View Single Post
  #28   Report Post  
Arny Krueger
 
Posts: n/a
Default Which CD Recorder?

"Carl Valle" wrote in message
m
"Arny Krueger" wrote in message
...
"Carl Valle" wrote in message

"Arny Krueger" wrote in message
...
"Carl Valle" wrote in message
m

I do know what I am talking about. Please quote the copyright law
that allows making computer copies of copyright protected
materials. Or cite the precedent you seem to think allows such
activity.

That would be a negative hypothesis, that there is no law against
using a PC to make backup copies of CDs you own, for your own use.

Carl, you've made the claim that is illegal. That means that there
is a published law someplace that prohibits this. That's a positive
hypothesis. I leave it to you to prove your own positive hypothesis
with actual quotes from specific laws.


Okay
for starters here is the piece of the original CFR


Copyright Law of the United States of America
and Related Laws Contained in Title 17 of the United States Code

§ 106. Exclusive rights in copyrighted works36
Subject to sections 107 through 122, the owner of copyright under
this title has the exclusive rights to do and to authorize any of
the following:

(1) to reproduce the copyrighted work in copies or phonorecords;

(2) to prepare derivative works based upon the copyrighted work;

(3) to distribute copies or phonorecords of the copyrighted work to
the public by sale or other transfer of ownership, or by rental,
lease, or lending;

(4) in the case of literary, musical, dramatic, and choreographic
works, pantomimes, and motion pictures and other audiovisual works,
to perform the copyrighted work publicly;

(5) in the case of literary, musical, dramatic, and choreographic
works, pantomimes, and pictorial, graphic, or sculptural works,
including the individual images of a motion picture or other
audiovisual work, to display the copyrighted work publicly; and

(6) in the case of sound recordings, to perform the copyrighted work
publicly by means of a digital audio transmission.

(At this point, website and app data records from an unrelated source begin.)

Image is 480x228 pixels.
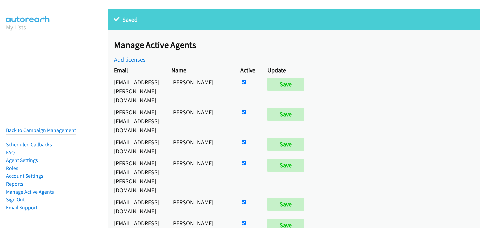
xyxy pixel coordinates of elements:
a: Reports [6,181,23,187]
a: FAQ [6,149,15,156]
td: [EMAIL_ADDRESS][DOMAIN_NAME] [108,196,165,217]
input: Save [268,108,304,121]
a: Scheduled Callbacks [6,141,52,148]
input: Save [268,78,304,91]
a: Sign Out [6,197,25,203]
td: [PERSON_NAME] [165,136,235,157]
th: Active [235,64,262,76]
a: Account Settings [6,173,43,179]
a: Email Support [6,205,37,211]
td: [EMAIL_ADDRESS][DOMAIN_NAME] [108,136,165,157]
a: Manage Active Agents [6,189,54,195]
input: Save [268,159,304,172]
td: [PERSON_NAME] [165,196,235,217]
p: Saved [114,15,474,24]
a: My Lists [6,23,26,31]
a: Roles [6,165,18,172]
td: [PERSON_NAME] [165,157,235,196]
input: Save [268,198,304,211]
input: Save [268,138,304,151]
th: Name [165,64,235,76]
td: [EMAIL_ADDRESS][PERSON_NAME][DOMAIN_NAME] [108,76,165,106]
th: Email [108,64,165,76]
td: [PERSON_NAME] [165,76,235,106]
td: [PERSON_NAME][EMAIL_ADDRESS][DOMAIN_NAME] [108,106,165,136]
a: Add licenses [114,56,146,63]
a: Back to Campaign Management [6,127,76,133]
a: Agent Settings [6,157,38,163]
td: [PERSON_NAME] [165,106,235,136]
td: [PERSON_NAME][EMAIL_ADDRESS][PERSON_NAME][DOMAIN_NAME] [108,157,165,196]
h2: Manage Active Agents [114,39,480,51]
th: Update [262,64,313,76]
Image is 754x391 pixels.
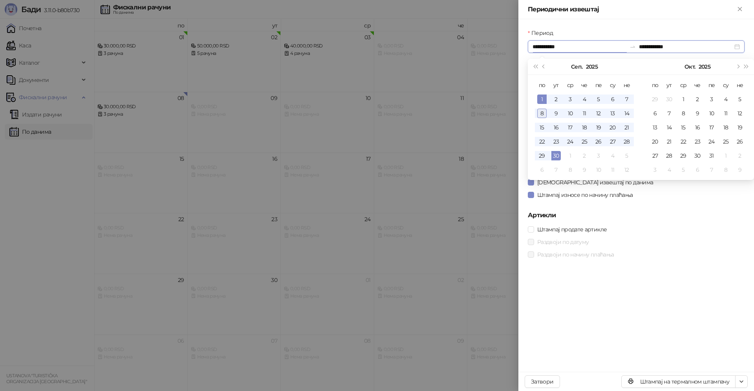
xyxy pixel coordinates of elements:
td: 2025-11-07 [704,163,718,177]
div: 2 [735,151,744,161]
div: 4 [608,151,617,161]
div: 30 [692,151,702,161]
div: 1 [721,151,730,161]
div: 10 [707,109,716,118]
td: 2025-10-17 [704,121,718,135]
div: 19 [593,123,603,132]
td: 2025-10-12 [619,163,634,177]
td: 2025-09-29 [535,149,549,163]
div: 3 [565,95,575,104]
td: 2025-09-30 [662,92,676,106]
button: Изабери месец [684,59,695,75]
div: 19 [735,123,744,132]
div: 3 [650,165,659,175]
div: 5 [678,165,688,175]
td: 2025-10-19 [732,121,747,135]
div: 11 [579,109,589,118]
div: 9 [579,165,589,175]
div: 15 [537,123,546,132]
td: 2025-10-05 [619,149,634,163]
div: 9 [735,165,744,175]
td: 2025-09-21 [619,121,634,135]
div: 8 [721,165,730,175]
button: Следећи месец (PageDown) [733,59,741,75]
td: 2025-09-26 [591,135,605,149]
td: 2025-10-04 [718,92,732,106]
th: че [577,78,591,92]
div: 10 [565,109,575,118]
div: 21 [622,123,631,132]
th: ср [563,78,577,92]
div: 6 [537,165,546,175]
td: 2025-10-02 [690,92,704,106]
th: по [535,78,549,92]
div: 9 [551,109,561,118]
div: 11 [721,109,730,118]
td: 2025-09-28 [619,135,634,149]
td: 2025-10-18 [718,121,732,135]
span: Штампај износе по начину плаћања [534,191,636,199]
td: 2025-09-29 [648,92,662,106]
div: 5 [735,95,744,104]
td: 2025-09-27 [605,135,619,149]
div: 13 [608,109,617,118]
td: 2025-09-14 [619,106,634,121]
th: пе [591,78,605,92]
td: 2025-10-09 [690,106,704,121]
td: 2025-10-11 [718,106,732,121]
button: Изабери месец [571,59,582,75]
div: 8 [537,109,546,118]
td: 2025-11-04 [662,163,676,177]
td: 2025-10-22 [676,135,690,149]
div: 8 [678,109,688,118]
span: Раздвоји по датуму [534,238,592,247]
h5: Артикли [528,211,744,220]
td: 2025-10-05 [732,92,747,106]
button: Close [735,5,744,14]
div: 21 [664,137,674,146]
th: по [648,78,662,92]
span: Раздвоји по начину плаћања [534,250,617,259]
button: Изабери годину [586,59,597,75]
div: 2 [692,95,702,104]
div: 26 [735,137,744,146]
div: 25 [721,137,730,146]
div: 23 [692,137,702,146]
td: 2025-10-31 [704,149,718,163]
div: 11 [608,165,617,175]
td: 2025-09-13 [605,106,619,121]
div: 17 [707,123,716,132]
div: 13 [650,123,659,132]
div: 27 [650,151,659,161]
div: 18 [579,123,589,132]
div: 2 [551,95,561,104]
div: 1 [537,95,546,104]
div: 27 [608,137,617,146]
td: 2025-10-26 [732,135,747,149]
td: 2025-10-13 [648,121,662,135]
td: 2025-10-29 [676,149,690,163]
th: не [619,78,634,92]
div: 8 [565,165,575,175]
td: 2025-09-22 [535,135,549,149]
div: 9 [692,109,702,118]
td: 2025-09-17 [563,121,577,135]
td: 2025-09-07 [619,92,634,106]
div: Периодични извештај [528,5,735,14]
label: Период [528,29,557,37]
div: 16 [551,123,561,132]
div: 10 [593,165,603,175]
div: 22 [678,137,688,146]
div: 6 [608,95,617,104]
td: 2025-10-08 [563,163,577,177]
td: 2025-11-06 [690,163,704,177]
div: 2 [579,151,589,161]
td: 2025-09-02 [549,92,563,106]
td: 2025-09-03 [563,92,577,106]
div: 17 [565,123,575,132]
th: ут [549,78,563,92]
td: 2025-09-05 [591,92,605,106]
div: 16 [692,123,702,132]
td: 2025-10-30 [690,149,704,163]
td: 2025-09-16 [549,121,563,135]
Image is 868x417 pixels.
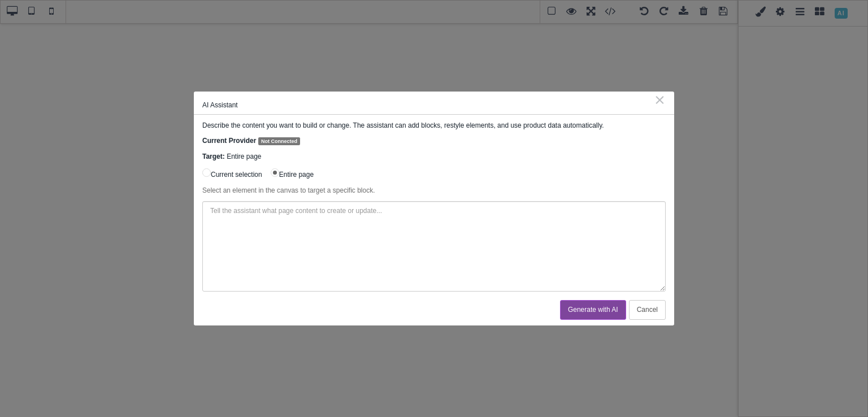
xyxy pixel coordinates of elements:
strong: Target: [202,153,225,161]
button: Cancel [629,300,666,320]
strong: Current Provider [202,137,256,145]
label: Entire page [270,167,313,180]
span: Entire page [227,153,261,161]
div: ⨯ [654,95,666,105]
input: Current selection [202,169,211,177]
div: AI Assistant [202,100,666,111]
p: Describe the content you want to build or change. The assistant can add blocks, restyle elements,... [202,121,666,131]
label: Current selection [202,167,263,180]
p: Select an element in the canvas to target a specific block. [202,185,666,196]
button: Generate with AI [560,300,626,320]
span: Not Connected [258,137,301,145]
input: Entire page [270,169,279,177]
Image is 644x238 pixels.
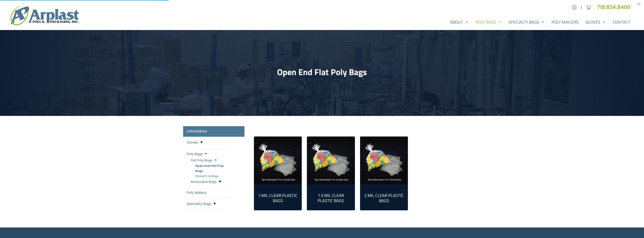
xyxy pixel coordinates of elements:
[191,158,212,163] a: Flat Poly Bags
[258,188,298,207] a: Visit product category 1 Mil Clear Plastic Bags
[472,17,505,27] a: Poly Bags
[364,193,404,203] h2: 2 Mil Clear Plastic Bags
[311,193,351,203] h2: 1.5 Mil Clear Plastic Bags
[447,17,472,27] a: About
[186,190,207,195] a: Poly Mailers
[258,193,298,203] h2: 1 Mil Clear Plastic Bags
[10,6,79,25] img: logo
[583,17,610,27] a: Gloves
[254,137,302,184] img: 1 Mil Clear Plastic Bags
[254,137,302,184] a: Visit product category 1 Mil Clear Plastic Bags
[548,17,583,27] a: Poly Mailers
[360,137,408,184] img: 2 Mil Clear Plastic Bags
[191,179,217,184] a: Reclosable Bags
[196,174,219,178] a: Wicket Poly Bags
[311,188,351,207] a: Visit product category 1.5 Mil Clear Plastic Bags
[307,137,355,184] a: Visit product category 1.5 Mil Clear Plastic Bags
[307,137,355,184] img: 1.5 Mil Clear Plastic Bags
[183,67,461,77] h1: Open End Flat Poly Bags
[597,3,634,10] a: 718.834.8400
[196,163,224,173] a: Open End Flat Poly Bags
[186,201,212,206] a: Specialty Bags
[186,151,203,156] a: Poly Bags
[364,188,404,207] a: Visit product category 2 Mil Clear Plastic Bags
[505,17,548,27] a: Specialty Bags
[186,140,198,144] a: Gloves
[610,17,634,27] a: Contact
[360,137,408,184] a: Visit product category 2 Mil Clear Plastic Bags
[183,126,244,137] h2: Categories
[581,5,583,10] span: |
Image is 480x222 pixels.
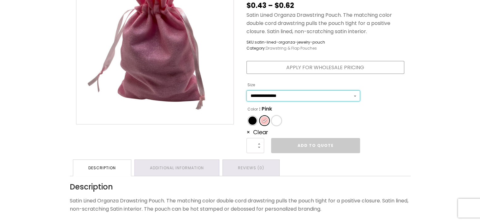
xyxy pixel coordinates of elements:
span: SKU: [247,39,325,45]
a: Drawstring & Flap Pouches [266,45,317,51]
a: Apply for Wholesale Pricing [247,61,404,74]
ul: Color [247,115,360,127]
h2: Description [70,182,411,192]
li: White [272,116,281,125]
span: Category: [247,45,325,51]
span: $ [247,1,251,10]
bdi: 0.62 [275,1,294,10]
span: – [268,1,273,10]
a: Add to Quote [271,138,360,153]
label: Color [248,104,258,114]
label: Size [248,80,255,90]
span: : Pink [259,104,272,114]
span: satin-lined-organza-jewelry-pouch [255,39,325,45]
a: Additional information [135,160,219,176]
a: Clear options [247,128,268,136]
span: $ [275,1,279,10]
p: Satin Lined Organza Drawstring Pouch. The matching color double cord drawstring pulls the pouch t... [247,11,404,35]
bdi: 0.43 [247,1,266,10]
p: Satin Lined Organza Drawstring Pouch. The matching color double cord drawstring pulls the pouch t... [70,197,411,213]
input: Product quantity [247,138,264,153]
li: Pink [260,116,269,125]
a: Reviews (0) [223,160,279,176]
a: Description [73,160,131,176]
li: Black [248,116,257,125]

That's all fine and good Carl, but it doesn't justify your claim that
copying with a stand-alone CD player is legal, but doing essentially
the same thing with a PC is always illegal. The logical conclusion
based on these items is that all copying is illegal.



Look at the DHRA "Digital Home Recording Act." As a ploy to get
consumer elect. mfrs. to build in SCMS (Serial Copy Management
System) into their products and to get a royalty payment for
recorders and blank media, a compromise measure was enacted that
sheilds consumers from liabilities when recording with the SCMS gear
using royalty taxed media. It is still not legal, and giving away
said recordings, selling them, or using the machines and media to
record material not obtained leagally by the recordist is not given
this protection. General purpose devices such as computers are
specifically mentioned as falling outside the protection.

Then look at the new DMCA "Digital Millenium Copyright Act." This act
criminalizes the intentional bypassing of copy protection schemes
such as those used to set the copy inhibit flag on SCMS as well as
other schemes. Copying audio material with a computer does violate
the copy protection scheme. The fines are quite high and even prison
sentences can be involved. It is a federal felony to defeat copy
protection of copyrighted materials under this act.

This act is the one the RIAA is using right now to gain access to ISP
account information and bring suit on thousands of MP3 file sharers.
And they are being freighteningly successful.


Carl, you seem to have forgotten about the requirement that prove your own
positive hypothesis
with actual quotes from specific laws.